Jungpil Shin, Abu Saleh Musa Miah, Rei Egawa1, Koki Hirooka, Md. Al Mehedi Hasan, Yoichi Tomioka, Yong Seok Hwang

TL;DR

The paper tackles automated fall detection for the elderly using privacy-preserving skeleton data. It introduces a three-stream spatial-temporal GSTCN framework with adaptive feature aggregation and Sep-TCN to reduce computational load while maintaining high accuracy. Across four benchmark datasets, the method achieves near-perfect to perfect accuracies and outperforms state-of-the-art baselines, underscoring robustness and real-time applicability. The approach holds promise for safer, privacy-conscious deployment in smart homes, hospitals, and eldercare facilities, potentially reducing fall-related morbidity and mortality.

Abstract

The prevention of falls is paramount in modern healthcare, particularly for the elderly, as falls can lead to severe injuries or even fatalities. Additionally, the growing incidence of falls among the elderly, coupled with the urgent need to prevent suicide attempts resulting from medication overdose, underscores the critical importance of accurate and efficient fall detection methods. In this scenario, a computer-aided fall detection system is inevitable to save elderly people's lives worldwide. Many researchers have been working to develop fall detection systems. However, the existing fall detection systems often struggle with issues such as unsatisfactory performance accuracy, limited robustness, high computational complexity, and sensitivity to environmental factors due to a lack of effective features. In response to these challenges, this paper proposes a novel three-stream spatial-temporal feature-based fall detection system. Our system incorporates joint skeleton-based spatial and temporal Graph Convolutional Network (GCN) features, joint motion-based spatial and temporal GCN features, and residual connections-based features. Each stream employs adaptive graph-based feature aggregation and consecutive separable convolutional neural networks (Sep-TCN), significantly reducing computational complexity and model parameters compared to prior systems. Experimental results across multiple datasets demonstrate the superior effectiveness and efficiency of our proposed system, with accuracies of 99.51\%, 99.15\%, 99.79\% and 99.85 \% achieved on the ImViA, UR-Fall, Fall-UP and FU-Kinect datasets, respectively. The remarkable performance of our system highlights its superiority, efficiency, and generalizability in real-world fall detection scenarios, offering significant advancements in healthcare and societal well-being.

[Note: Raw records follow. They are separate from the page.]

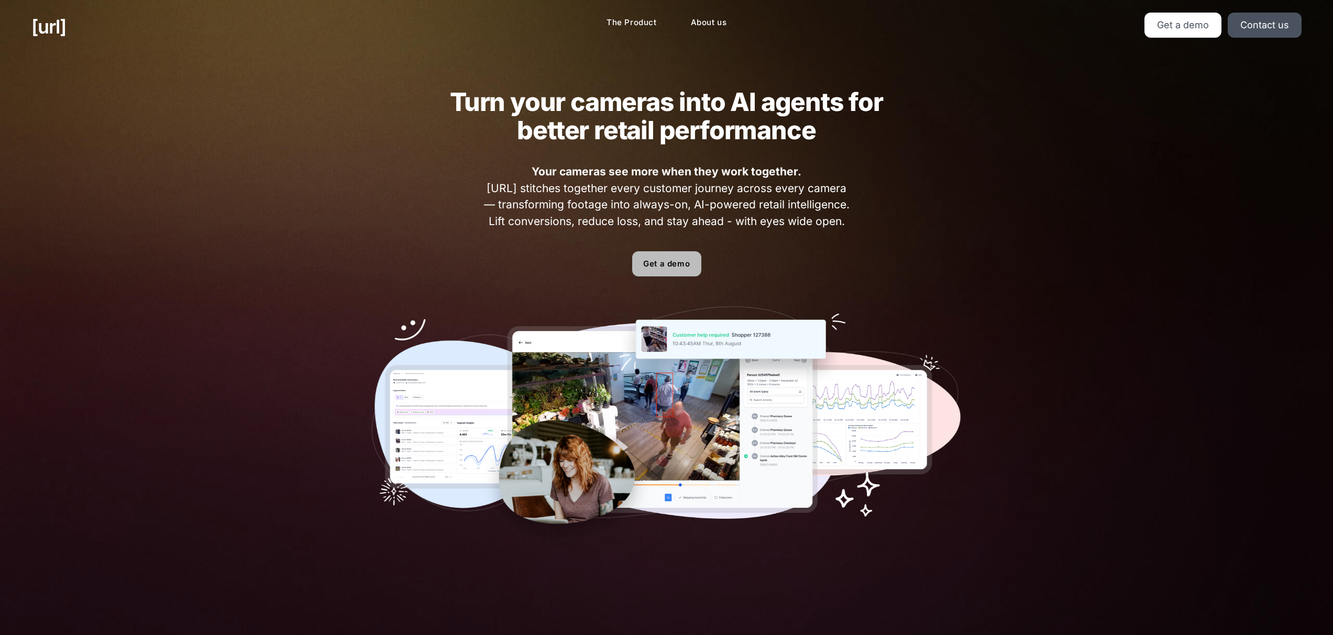 The width and height of the screenshot is (1333, 635). What do you see at coordinates (666, 171) in the screenshot?
I see `strong: Your cameras see more when they work together.` at bounding box center [666, 171].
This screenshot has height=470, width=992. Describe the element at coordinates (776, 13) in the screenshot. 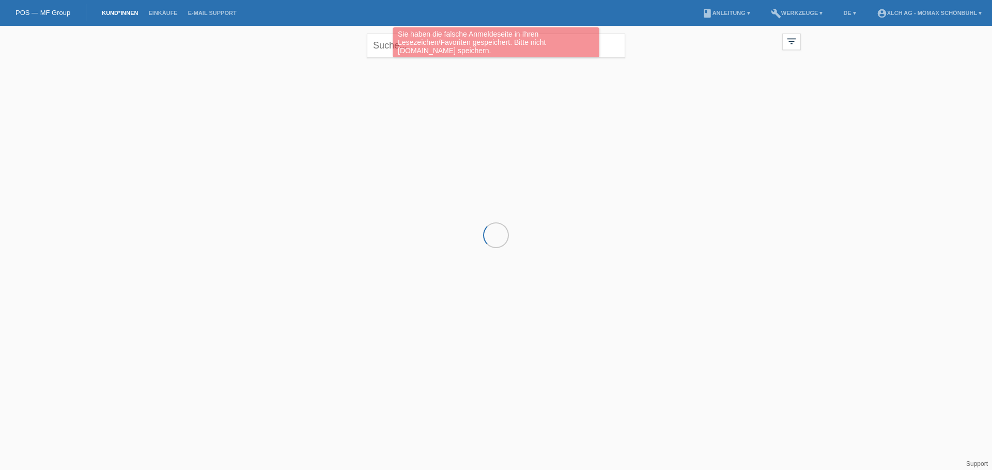

I see `i: build` at that location.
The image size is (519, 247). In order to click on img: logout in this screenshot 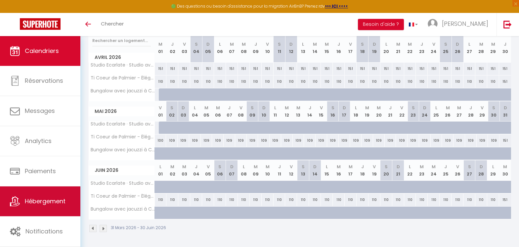, I will do `click(507, 24)`.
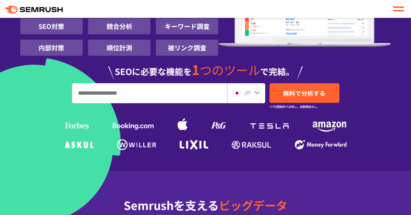 The width and height of the screenshot is (411, 215). I want to click on span: 1, so click(196, 69).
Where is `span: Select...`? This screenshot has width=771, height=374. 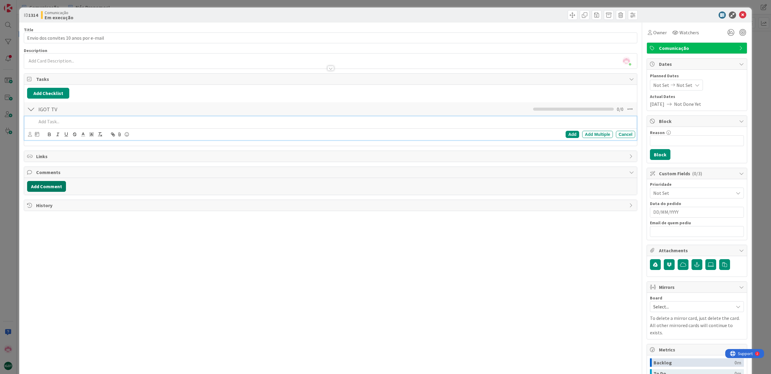
span: Select... is located at coordinates (691, 307).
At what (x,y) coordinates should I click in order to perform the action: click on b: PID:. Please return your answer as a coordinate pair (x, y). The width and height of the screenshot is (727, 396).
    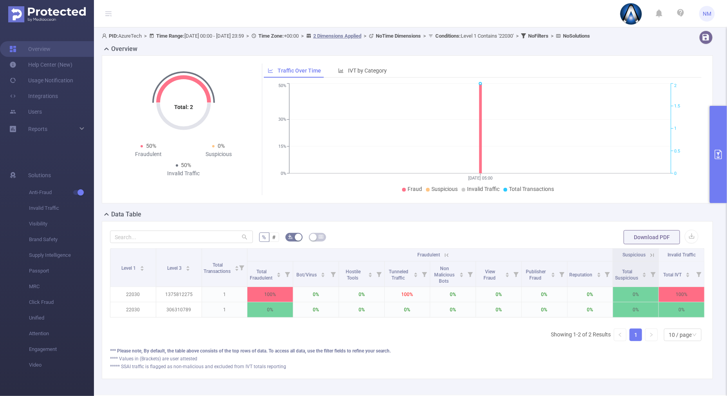
    Looking at the image, I should click on (114, 36).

Computer-Aided Fall Recognition Using a Three-Stream Spatial-Temporal GCN Model with Adaptive Feature Aggregation

TL;DR

The paper tackles automated fall detection for the elderly using privacy-preserving skeleton data. It introduces a three-stream spatial-temporal GSTCN framework with adaptive feature aggregation and Sep-TCN to reduce computational load while maintaining high accuracy. Across four benchmark datasets, the method achieves near-perfect to perfect accuracies and outperforms state-of-the-art baselines, underscoring robustness and real-time applicability. The approach holds promise for safer, privacy-conscious deployment in smart homes, hospitals, and eldercare facilities, potentially reducing fall-related morbidity and mortality.

Abstract

The prevention of falls is paramount in modern healthcare, particularly for the elderly, as falls can lead to severe injuries or even fatalities. Additionally, the growing incidence of falls among the elderly, coupled with the urgent need to prevent suicide attempts resulting from medication overdose, underscores the critical importance of accurate and efficient fall detection methods. In this scenario, a computer-aided fall detection system is inevitable to save elderly people's lives worldwide. Many researchers have been working to develop fall detection systems. However, the existing fall detection systems often struggle with issues such as unsatisfactory performance accuracy, limited robustness, high computational complexity, and sensitivity to environmental factors due to a lack of effective features. In response to these challenges, this paper proposes a novel three-stream spatial-temporal feature-based fall detection system. Our system incorporates joint skeleton-based spatial and temporal Graph Convolutional Network (GCN) features, joint motion-based spatial and temporal GCN features, and residual connections-based features. Each stream employs adaptive graph-based feature aggregation and consecutive separable convolutional neural networks (Sep-TCN), significantly reducing computational complexity and model parameters compared to prior systems. Experimental results across multiple datasets demonstrate the superior effectiveness and efficiency of our proposed system, with accuracies of 99.51\%, 99.15\%, 99.79\% and 99.85 \% achieved on the ImViA, UR-Fall, Fall-UP and FU-Kinect datasets, respectively. The remarkable performance of our system highlights its superiority, efficiency, and generalizability in real-world fall detection scenarios, offering significant advancements in healthcare and societal well-being.
Paper Structure (25 sections, 5 equations, 4 figures, 11 tables)

This paper contains 25 sections, 5 equations, 4 figures, 11 tables.

Figures (4)

  • Figure 1: Proposed working flow diagram.
  • Figure 2: Details of each module (a) Sep TCN (b) Depthwise separable convolution (c) Classification Module
  • Figure 3: Visual representation of body skeleton joints produced using AlphaPose.
  • Figure 4: Example illustrating the motion calculation process.